Knowing the alligator would likely try to pull him down beneath the surface and roll with him, Georgitis says he wrapped his free arm and both legs around the alligator's body so he'd roll with it.

He said the alligator was so large he was unable to hook his ankles together when he wrapped his legs around it.

"And I'm 6' 2,” he said.

Georgitis said he tried to stab the alligator in the eye with a screwdriver he uses to pry fossils out of the river bed.

He said the alligator immediately shook him "like a rag doll" and dove to the bottom of the Cooper River where it pinned him with the weight of its body. He then tried stabbing the alligator in the mouth with the screwdriver while struggling to get free.

Then his scuba tank ran out of air.

"I knew I was going to die right then and there," Georgitis said.

As a last hope, he tried to free himself by ripping off his own arm by planting his feet on the alligator and pushing as hard as he could.

Georgitis said the gator's teeth scraped over his arm instead of tearing it off. He managed to break free and swim to the surface where a friend drug him out of the water and into a boat.

"It was a living nightmare," Georgitis said.

He escaped the encounter with bite wounds and a broken bone in his lower right arm. The other bone was dislocated. Surgeons secured the arm with a metal plate and nine screws.

"A ton" of staples were needed to close the teeth wounds, Georgitis said. More surgery might be necessary, along with six months to recover.

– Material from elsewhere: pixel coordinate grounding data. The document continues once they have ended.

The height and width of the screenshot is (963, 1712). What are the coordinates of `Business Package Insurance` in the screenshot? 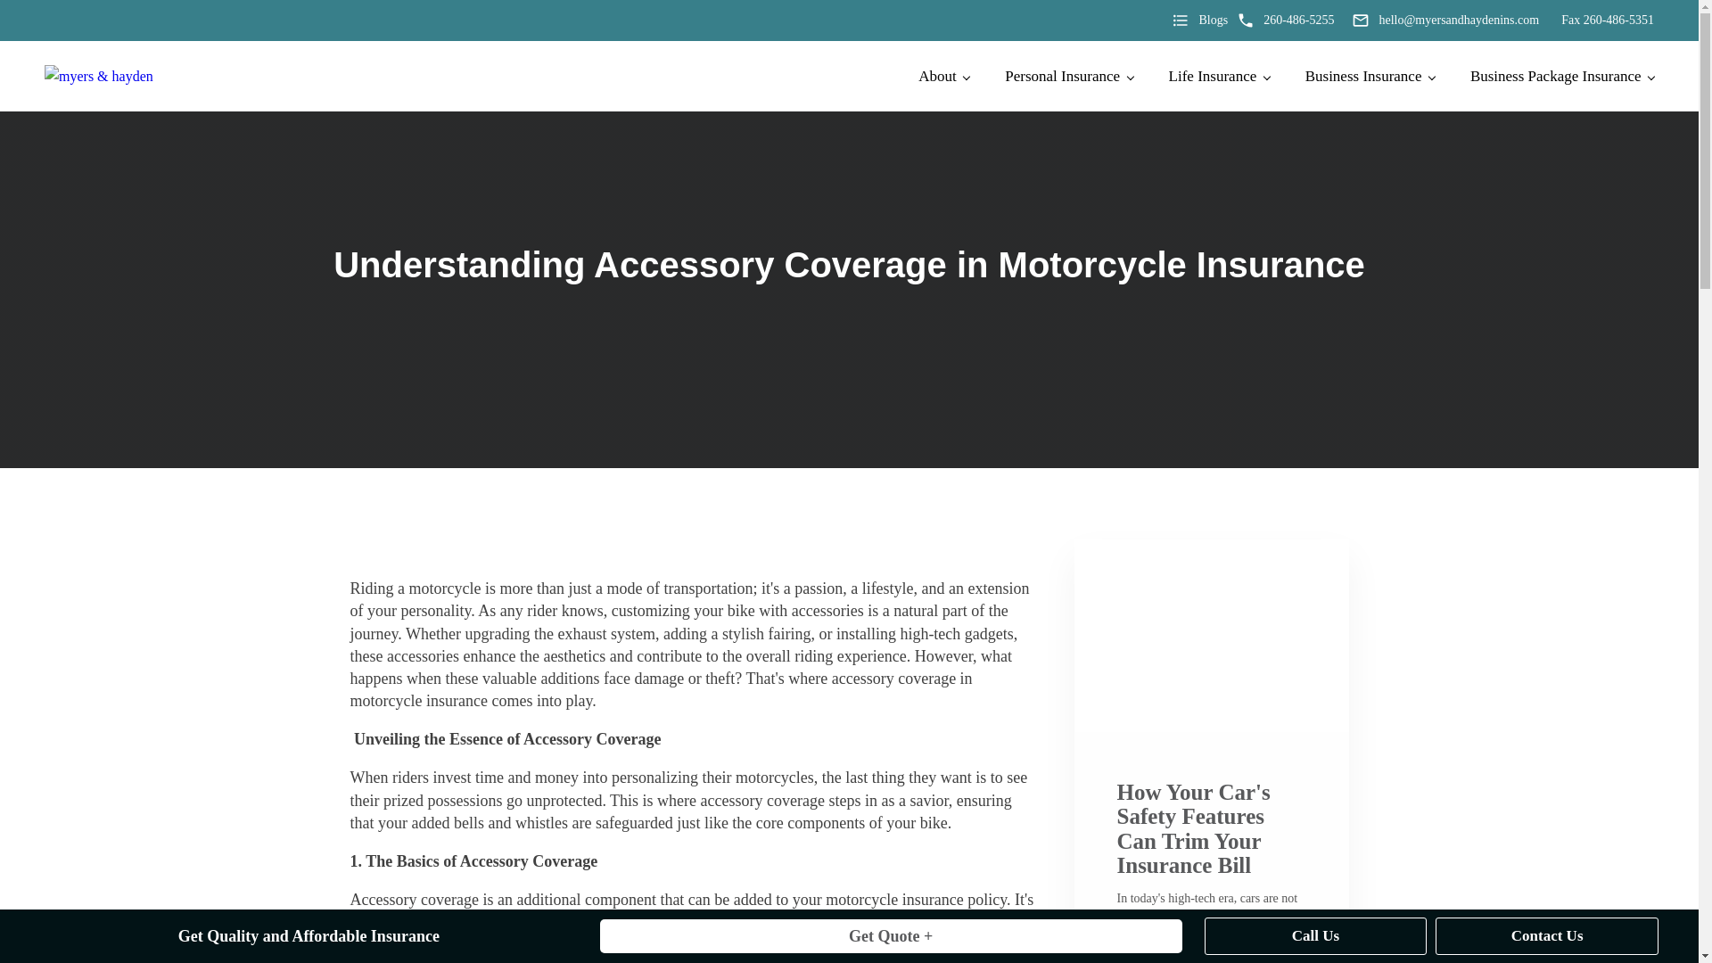 It's located at (1562, 77).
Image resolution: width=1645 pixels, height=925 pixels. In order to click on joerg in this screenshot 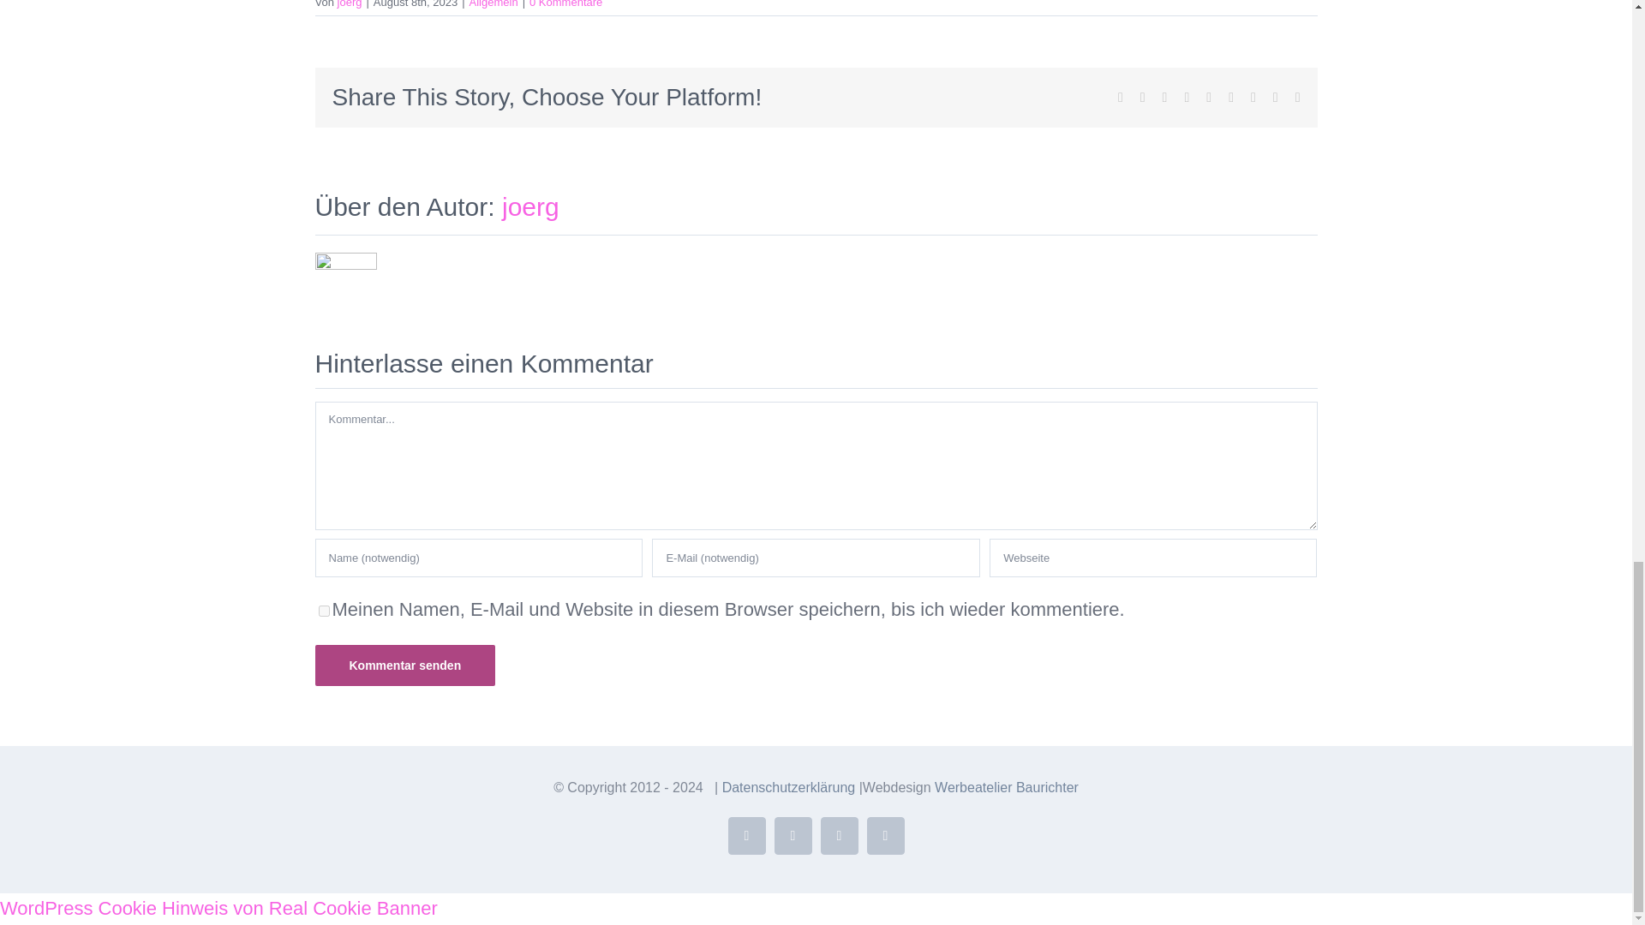, I will do `click(350, 3)`.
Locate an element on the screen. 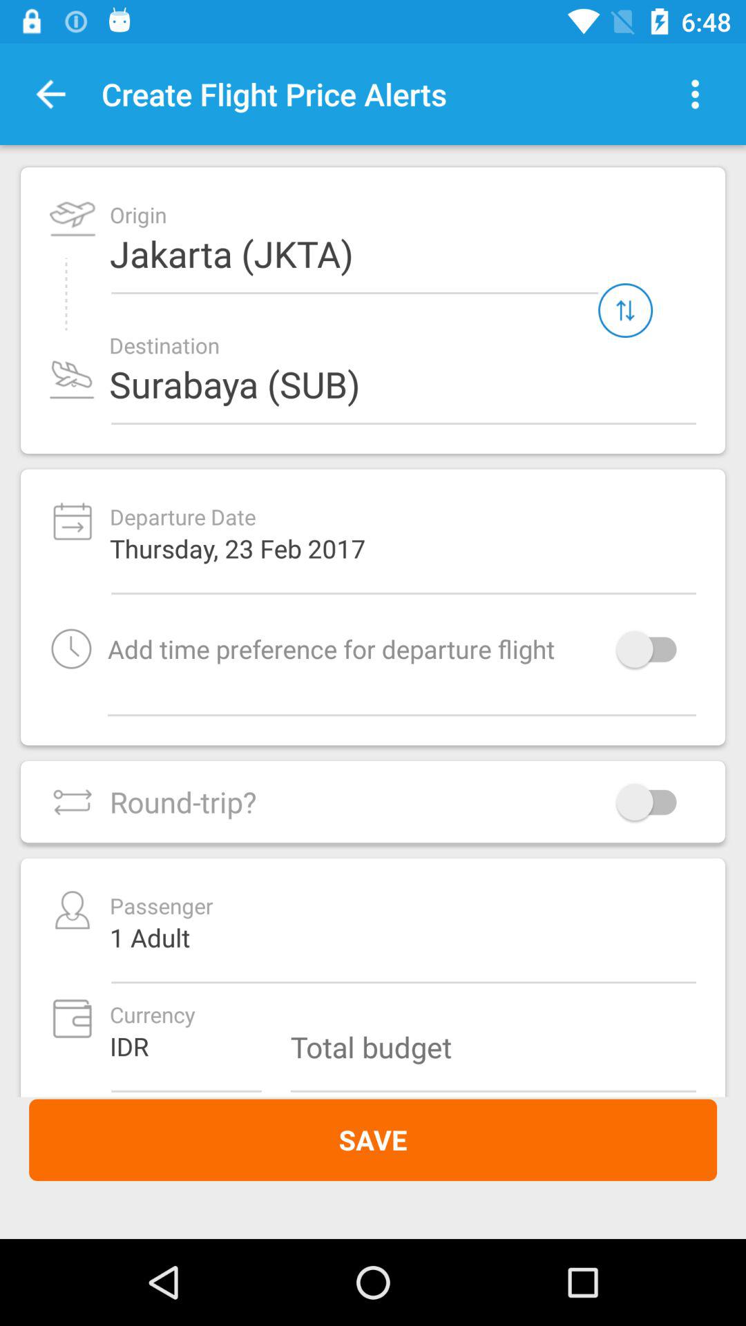 Image resolution: width=746 pixels, height=1326 pixels. toggle to enable round-trip options is located at coordinates (653, 801).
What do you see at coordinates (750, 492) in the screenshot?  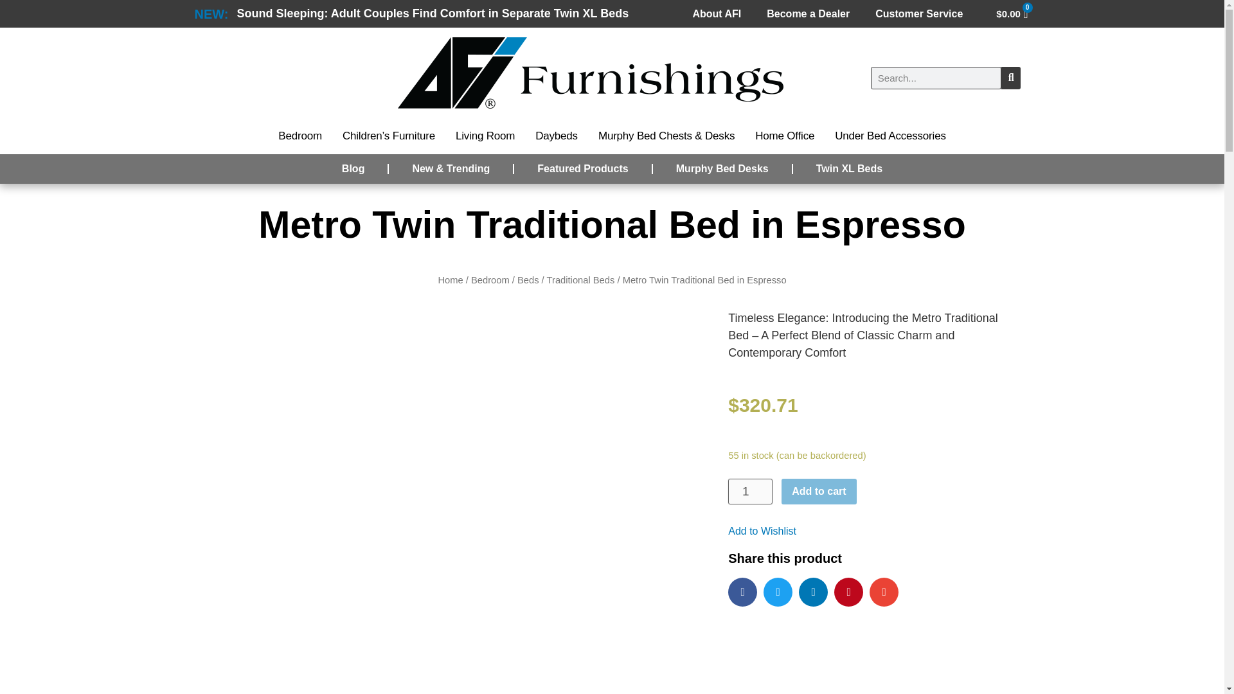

The South Carolina Department of Natural Resources (SCDNR) plans to send a team to search for the alligator, but may not be able to identify it unless the screwdriver left wounds.

"The SCDNR has received a report of an individual receiving a non-fatal bite from an alligator while scuba diving on the Cooper River," a statement from the SCDNR said. "Details are not available at this time, and the incident is under investigation.”

Georgitis is warning other divers that there are dangerous alligators in the Cooper River.